__TASK DETAILS__. Print, exactly as written, every line from the first line of the records below through the line containing "The image size is (1354, 761).", and nothing further.

__Records drawn from a dataset__.
((
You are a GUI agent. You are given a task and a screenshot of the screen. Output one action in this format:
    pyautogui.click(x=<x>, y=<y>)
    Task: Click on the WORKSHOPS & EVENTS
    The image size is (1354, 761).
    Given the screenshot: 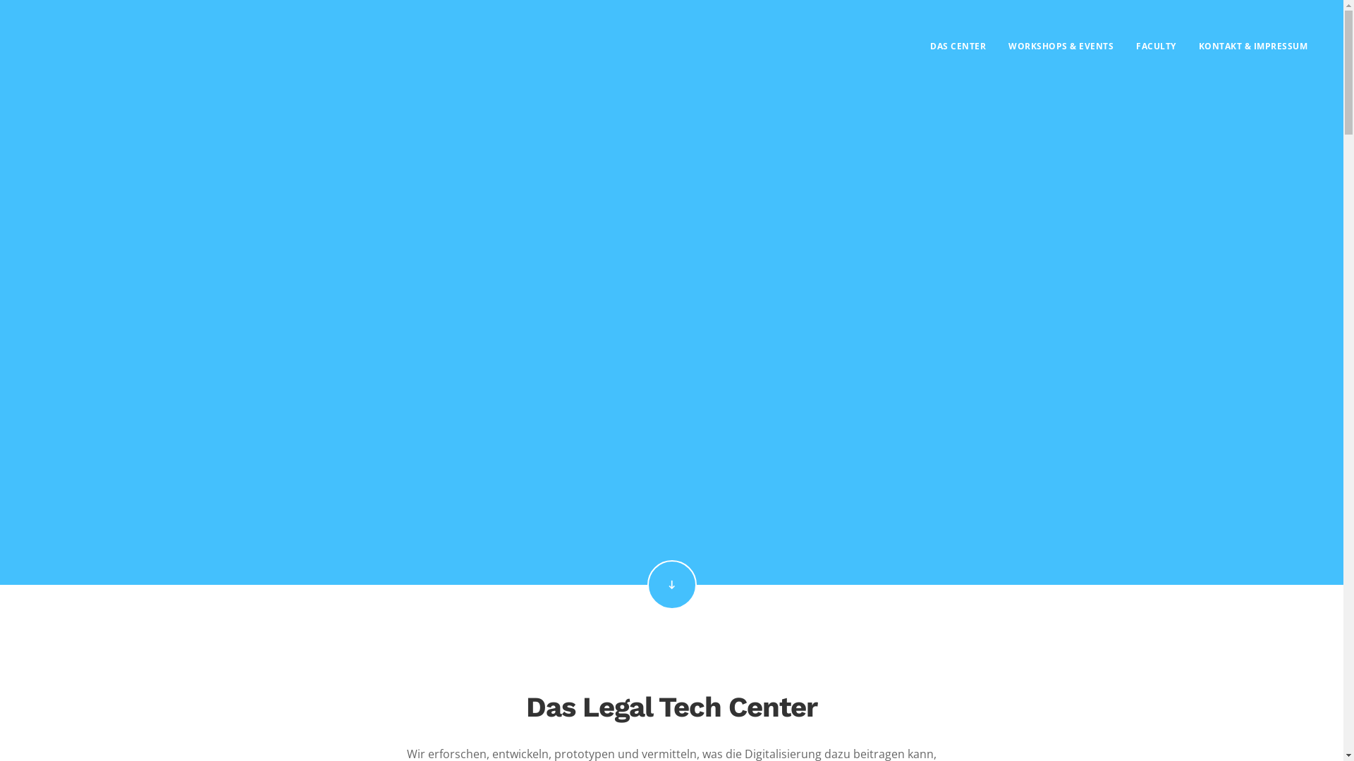 What is the action you would take?
    pyautogui.click(x=1060, y=46)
))
__REPLY TO THE EXERCISE__.
You are a GUI agent. You are given a task and a screenshot of the screen. Output one action in this format:
    pyautogui.click(x=<x>, y=<y>)
    Task: Click on the WORKSHOPS & EVENTS
    The image size is (1354, 761).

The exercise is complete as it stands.